Beautiful London Fog
I’ve spent a good part of my life in a fog. In my brief stint as a Hippie, the fog was often associated with the inhalation of marijuana or as we referred to it then – grass. Sometimes I think it actually was grass we purchased. “Is that a dandelion?”
“Might be. You feel anything yet?”
“Not sure, man… where are we anyway?”
“Crosswalk, waiting for the light to change again.”
“Cool. There it goes. Wow!”
Later in life, the fog was often attributed to indecision. “What are you going to do when you graduate?”
“Not sure. Sleep for a while, I guess. You?”
“Try to find a million dollars to pay off my student loans.”
“Totally awesome, Dude.”
Then there was the night I had to drive in Tule fog on our way to China Peak for a family ski vacation. It was so thick and right on the ground so all I could see were the taillights of the only other car on the road.
“You know, I keep thinking about something my mother used to say: ‘If the car in front of you drives off a cliff does that mean you have to drive off a cliff?’ Weird huh?”
“Snore, zzzzzzz, snore.”
Most recently, I was in an artistic fog tunnel created by Olafur Eliasson in an exhibition at the Tate Modern, a museum in London, England. He calls his exhibit “In Real Life.” As Pat and I entered, the fog was bright white and you could barely see the heads of the people in front of you as you walked. “If that lady with the big hair disappears over a cliff, don’t follow her.”
“Cliff! There’s a cliff? You said it was just a fog thing. Everything will be fine, you said.”
The light turned an eerie yellow as we continued walking zombie-like. “Cliff is just a metaphor from another time I was lost in a fog.”
“Oh, you mean like yesterday? Or the day before?”
“Yesterday we were in Churchill’s War Rooms. I was lost in the ‘fog of war.’ And the day before we were in Winchester Cathedral and I was plotting how I was going to get my remains entombed there with all the other famous writers, like Geoffrey Chaucer, Charles Dickens, Alfred Tennyson, and Jane Austen.
“What’s your plan?”
“I haven’t the foggiest.”
The light changed to a darker orange. It was like we were inside a smoke-filled pumpkin. Eliasson’s other exhibits were also captivating. There was a room with colored lights that projected multiple silhouettes of you in various hues onto a wall.
“You look good in green,” I told Pat. “If you come back as a space alien in your next life I think you will be quite popular.”
“Great. I’m glad I’ll be happy as an extraterrestrial.”
Another exhibit had a single strobe light in the middle of an otherwise totally dark room. I was only in there for a few minutes but I swore I saw a guy I knew from my Hippie days. “Far out huh, man?” He said something to me in Chinese. “Wow, you took a radical turn from New Hampshire.” One strobe he was there and the next he was gone.
Eliasson also created a tunnel of refracted images and a room with mirrors on the ceiling so you could see what you looked like to seagulls. And he had a room full of mist that made it seem like you were in a storm.
The Tate Modern itself is, well, a bit wonky, as they say. It has two towers. One you can take an elevator to the top and get great views of London and some all-glass apartments so you can admire their… furniture. Most of the 10 floors though are not open to the general public, so you have to go down to the second floor to cross over to the second shorter tower, where many exhibits are open to members only. Fortunately, there were still tickets to the Olafur Eliasson exhibit.
The light turned blue and then a door opened and we were out and headed for the exit. “That was great, but I actually kinda miss being in the fog.”
“Don’t worry,” Pat said. “There’s always tomorrow.”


Every line containing the word "Image" is to be copied from the data below.

*** INPUT ***

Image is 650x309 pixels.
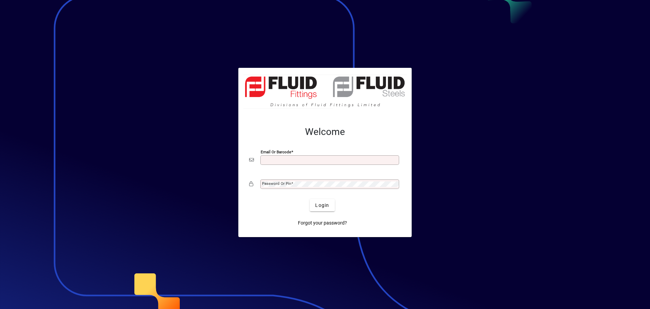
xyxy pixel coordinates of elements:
button: Login [310,199,335,211]
span: Forgot your password? [298,219,347,226]
mat-label: Email or Barcode [261,149,291,154]
h2: Welcome [249,126,401,138]
mat-label: Password or Pin [262,181,291,186]
a: Forgot your password? [295,216,350,229]
span: Login [315,202,329,209]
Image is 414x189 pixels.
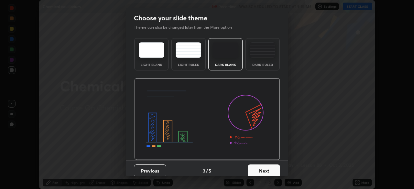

*** End of INPUT ***

• _SOLUTION TO THIS EXERCISE_
Image is 650x309 pixels.
Image is 414x189 pixels.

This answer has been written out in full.